David Blackburn

Miliband turns Brownite

Well done David Miliband, for writing an article in the Guardian that is free of wonkery and abstractions. Miliband deserves applause for being the first Labour leadership contender to address public spending cuts with reasoned analysis, not ideological retorts. Also, he is right to urge George Osborne not to sell the public stakes in RBS and Lloyds at a bargain price. But his central thesis merits censure. He perverts recent history to fit an avowedly left-wing analysis of public spending. Miliband writes:

‘Let’s take the deficit argument head on. We need to remember what the Tories want the country to forget: it was falling tax receipts – not rising spending – that primarily caused the deficit to rise. We would not be in this position if there had not been a global economic meltdown.’

The deficit long pre-existed falling tax receipts and global economic meltdown. Gordon Brown predicted that borrowing would fall in 2005-06 from £39bn to £36bn. What actually transpired was an overspend of £32bn. At the beginning of 2008, the deficit had risen to £43.6bn. This, as the table below (click to enlarge) illustrates came during a sustained period of growing tax receipts.

There is a structural deficit, the direct result of 10 years of fiscal irresponsibility and unsustainable spending. Global financial meltdown was a significant but late contributing factor to the deficit’s growth.

Miliband’s article is an obvious pitch to the left, his hand forced by the rise of Diane Abbott and the resurgence of Ed Balls and Ed Miliband. David Miliband now argues that Labour can only oppose the Tories if it defends its record in government – all that ‘record investment’.  Such an analysis explicitly condones the financial policy that ushered Britain into this mess. There’s nothing substantively new about Miliband’s analysis; it’s profoundly Brownite, and it assumes that all spending is objectively ‘good’.

There is a debate to be had about the depth of cuts, but Miliband’s stance (and that of his rivals for the leadership) should be discarded. The last three years prove that overspending and debt are ruinous. Ultimately, borrowing is restricted by means.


Match the string "equals" against each line below, and copy every line that matches.

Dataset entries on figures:
::::

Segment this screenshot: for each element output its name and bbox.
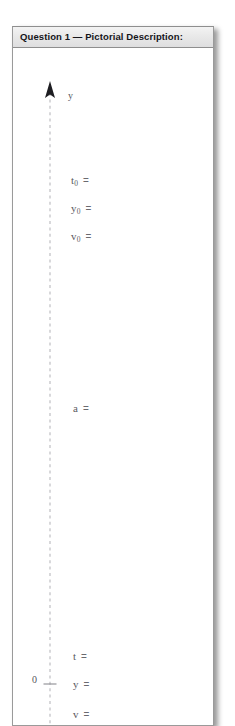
variable-label-y: y= bbox=[73, 679, 89, 690]
variable-equals: = bbox=[78, 403, 89, 414]
variable-equals: = bbox=[79, 679, 90, 690]
variable-subscript: 0 bbox=[77, 207, 81, 216]
variable-label-t: t= bbox=[73, 651, 87, 662]
variable-equals: = bbox=[81, 231, 92, 242]
panel-body: y 0 t0=y0=v0=a=t=y=v= bbox=[13, 49, 213, 725]
variable-label-v0: v0= bbox=[71, 231, 91, 242]
variable-label-t0: t0= bbox=[71, 175, 89, 186]
origin-label: 0 bbox=[32, 674, 37, 685]
panel-header: Question 1 — Pictorial Description: bbox=[13, 27, 213, 48]
variable-equals: = bbox=[79, 709, 90, 720]
axis-drawing bbox=[13, 49, 213, 725]
variable-symbol: y bbox=[73, 678, 79, 690]
question-panel: Question 1 — Pictorial Description: y 0 … bbox=[12, 26, 214, 726]
variable-subscript: 0 bbox=[74, 179, 78, 188]
variable-subscript: 0 bbox=[77, 235, 81, 244]
variable-label-a: a= bbox=[73, 403, 89, 414]
y-axis-label: y bbox=[68, 90, 73, 101]
variable-symbol: v bbox=[73, 708, 79, 720]
variable-symbol: v bbox=[71, 230, 77, 242]
variable-equals: = bbox=[78, 175, 89, 186]
variable-symbol: y bbox=[71, 202, 77, 214]
pictorial-diagram: y 0 t0=y0=v0=a=t=y=v= bbox=[13, 49, 213, 725]
variable-equals: = bbox=[76, 651, 87, 662]
variable-equals: = bbox=[81, 203, 92, 214]
variable-label-y0: y0= bbox=[71, 203, 91, 214]
variable-label-v: v= bbox=[73, 709, 89, 720]
panel-title: Question 1 — Pictorial Description: bbox=[20, 31, 183, 42]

::::

[Output for this exercise]
variable-equals: = bbox=[78, 403, 89, 414]
variable-equals: = bbox=[79, 679, 90, 690]
variable-equals: = bbox=[81, 231, 92, 242]
variable-equals: = bbox=[79, 709, 90, 720]
variable-equals: = bbox=[78, 175, 89, 186]
variable-equals: = bbox=[76, 651, 87, 662]
variable-equals: = bbox=[81, 203, 92, 214]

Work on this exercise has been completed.